II. That love occupies the most exalted place in the Christian character.—“Above all these things.” Not simply in addition to, but over and above all these, put on charity, as the outer garment that covers and binds together all the rest. Other graces are local and limited in their use; love is all-expansive and universal. A philosopher, in a vein of pungent satire, has dilated on the philosophy of clothes; and experience testifies how mightily the world is influenced and instructed by outward appearances. As the dress frequently indicates the rank and importance of the wearer, so the garment of love, worn without ostentation or pride, is the badge by which the Christian is known in the world (John xiii. 35). Love is the presiding queen over all Christian graces, inspiring and harmonising their exercises, and developing them into a living and beauteous unity of character. The apostle fixes the exalted rank of love in 1 Cor. xiii. 13.

III. That love is the pledge of permanency in the Christian character.—“Which is the bond of perfectness.” As a girdle, or cincture, bound together with firmness and symmetry the loose flowing robes generally worn by the ancients, so love is the power that unites and holds together all those graces and virtues which together make up perfection. Love is the preservative force in the Christian character. Without it knowledge would lose its enterprise, mercy and kindness become languid, humility faint, and longsuffering indifferent. Love binds all excellencies together in a bond which time cannot injure, the enemy unloose, or death destroy. No church, or community of individuals, can exist long without the sustaining power of love. It is not a similarity in taste, intellectual pursuits, in knowledge, or in creed, that can permanently unite human hearts, but the all-potent sympathy of Christian love. Charity never faileth.

IV. That the perfection of the Christian character is seen in the practical manifestation of love.—“Put on charity.”

1. Love is indispensable.—It is possible to possess many beautiful traits of character—much that is humane and amiable—without being a complete Christian: to be very near perfection, and yet lack one thing. Without love all other graces are inconsistent, heartless, wayward, selfish. They are but as sounding brass and a tinkling cymbal. Charity is indispensable to give life, force, meaning, truth, permanence to the whole. It supplies the imperfections and defects of other graces and virtues.

2. Love is susceptible of individual cultivation.—It may be “put on.” We may have more if we strive after it and faithfully use what is already possessed. It is a pressing, practical duty which all Christians are bound to attend to.

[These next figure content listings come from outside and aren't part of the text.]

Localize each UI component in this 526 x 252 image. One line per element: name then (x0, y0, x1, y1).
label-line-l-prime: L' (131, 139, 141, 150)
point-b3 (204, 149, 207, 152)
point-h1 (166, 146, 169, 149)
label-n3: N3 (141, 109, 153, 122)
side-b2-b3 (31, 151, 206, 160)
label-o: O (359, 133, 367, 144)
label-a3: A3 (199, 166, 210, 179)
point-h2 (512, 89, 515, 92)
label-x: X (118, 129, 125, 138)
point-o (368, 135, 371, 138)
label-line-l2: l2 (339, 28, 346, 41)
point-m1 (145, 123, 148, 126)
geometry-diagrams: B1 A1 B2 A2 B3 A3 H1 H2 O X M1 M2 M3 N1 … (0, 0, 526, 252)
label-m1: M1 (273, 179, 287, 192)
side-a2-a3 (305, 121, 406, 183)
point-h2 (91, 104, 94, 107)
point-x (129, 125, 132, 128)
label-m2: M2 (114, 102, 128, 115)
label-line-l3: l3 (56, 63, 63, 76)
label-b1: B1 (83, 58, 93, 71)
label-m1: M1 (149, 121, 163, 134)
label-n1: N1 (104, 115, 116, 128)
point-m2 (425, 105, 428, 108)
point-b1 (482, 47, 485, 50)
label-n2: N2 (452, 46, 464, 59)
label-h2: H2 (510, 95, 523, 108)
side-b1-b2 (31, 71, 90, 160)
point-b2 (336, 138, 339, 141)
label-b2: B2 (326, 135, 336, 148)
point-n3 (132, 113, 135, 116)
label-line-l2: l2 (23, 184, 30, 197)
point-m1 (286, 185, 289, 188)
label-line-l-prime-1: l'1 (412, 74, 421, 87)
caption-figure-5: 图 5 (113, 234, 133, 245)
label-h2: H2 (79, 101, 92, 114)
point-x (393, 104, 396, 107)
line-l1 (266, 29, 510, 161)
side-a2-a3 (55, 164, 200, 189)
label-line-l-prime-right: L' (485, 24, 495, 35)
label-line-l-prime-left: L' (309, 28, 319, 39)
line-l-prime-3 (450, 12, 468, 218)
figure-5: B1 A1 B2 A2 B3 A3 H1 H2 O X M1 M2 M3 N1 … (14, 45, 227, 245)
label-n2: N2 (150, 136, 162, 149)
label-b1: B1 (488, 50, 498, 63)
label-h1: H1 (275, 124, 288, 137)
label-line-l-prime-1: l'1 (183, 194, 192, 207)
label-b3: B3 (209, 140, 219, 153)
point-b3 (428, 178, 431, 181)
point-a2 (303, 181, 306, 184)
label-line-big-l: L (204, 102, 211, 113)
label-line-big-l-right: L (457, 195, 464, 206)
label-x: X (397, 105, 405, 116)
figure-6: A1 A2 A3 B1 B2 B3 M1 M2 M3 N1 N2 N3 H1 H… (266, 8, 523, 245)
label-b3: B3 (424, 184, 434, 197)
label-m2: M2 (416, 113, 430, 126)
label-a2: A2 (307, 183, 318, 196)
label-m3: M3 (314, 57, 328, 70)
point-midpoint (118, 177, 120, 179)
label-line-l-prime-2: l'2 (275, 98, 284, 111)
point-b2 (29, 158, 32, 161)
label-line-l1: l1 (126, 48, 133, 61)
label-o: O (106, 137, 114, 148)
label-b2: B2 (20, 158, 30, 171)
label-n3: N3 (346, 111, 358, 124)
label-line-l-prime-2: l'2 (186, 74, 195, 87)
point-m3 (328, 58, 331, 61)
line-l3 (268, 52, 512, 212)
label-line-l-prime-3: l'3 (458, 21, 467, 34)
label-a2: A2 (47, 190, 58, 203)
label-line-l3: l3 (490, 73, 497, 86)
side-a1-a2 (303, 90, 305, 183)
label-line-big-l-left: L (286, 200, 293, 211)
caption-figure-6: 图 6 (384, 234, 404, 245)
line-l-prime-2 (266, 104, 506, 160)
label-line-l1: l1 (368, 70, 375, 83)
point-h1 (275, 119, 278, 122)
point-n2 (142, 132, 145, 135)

And yet there is no grace which is more constantly suppressed. What a power the Church would become, and how marvellously would the character of the world be changed if love had a freer scope and was universally exercised. The pretentious coverings of sectarianism and bigotry would vanish, and the whole Church of the redeemed be girt with the ample robe of a seamless unity. To win the love of others we must put it on ourselves.

Lessons.—1. The mere profession of Christianity is empty and valueless. 2. Every grace of the Christian character must be diligently exercised. 3. Above and through all other graces love must operate.

MAIN HOMILETICS OF VERSE 15.

The Rule of Divine Peace.

War in any form is unfriendly to the growth of piety. The soul is tossed on the waves of disquietude, and courage—the principal virtue called into exercise—is apt to acquire an unnatural and unhealthy development at the expense of all other graces. The whole structure of the Christian character is dislocated and thrown off its balance. Peace restores the soul to its true equipoise, fixes every power in its just relation to each other and to the whole, and encourages the harmonious cultivation of that love which is the bond of perfectness. Lord Bacon has said: “It is heaven upon earth to have a man’s mind move in charity, rest in Providence, and turn upon the poles of truth.” In this verse we are taught that the one supreme umpire in the heart, by which all differences are to be settled, is the peace of God—the destined end of the Christian calling, in which is realised the unity belonging to members of one body; and that this blessing is to be sought in a spirit of thankfulness. Observe:—

I. That peace is a Divine blessing.—“The peace of God.” Some of the oldest manuscripts have read, “The peace of Christ”—a reading adopted by the ablest biblical critics. The verbal difference, however, is of no moment. The truth is the same: it is equally the peace of God and the peace of Christ—a Divine tranquillity filling the soul with a calm that no mere worldly power can give or take away, and that the ocean-surges of trouble can never diminish or disturb. Christ hath made peace through the blood of His cross and left it as a sacred legacy to all His disciples through all time. In its essence it is the peace that Christ Himself enjoys—a sublime calmness similar to that which pervades the Divine bosom. It is not like the long, painful, oppressive stillness that is the precursor of a storm, but a profound, pervasive, heavenly quiet that soothes while it invigorates the soul. It proceeds from God through Christ and is maintained and nourished in the heart as a positive, gracious reality and priceless blessing.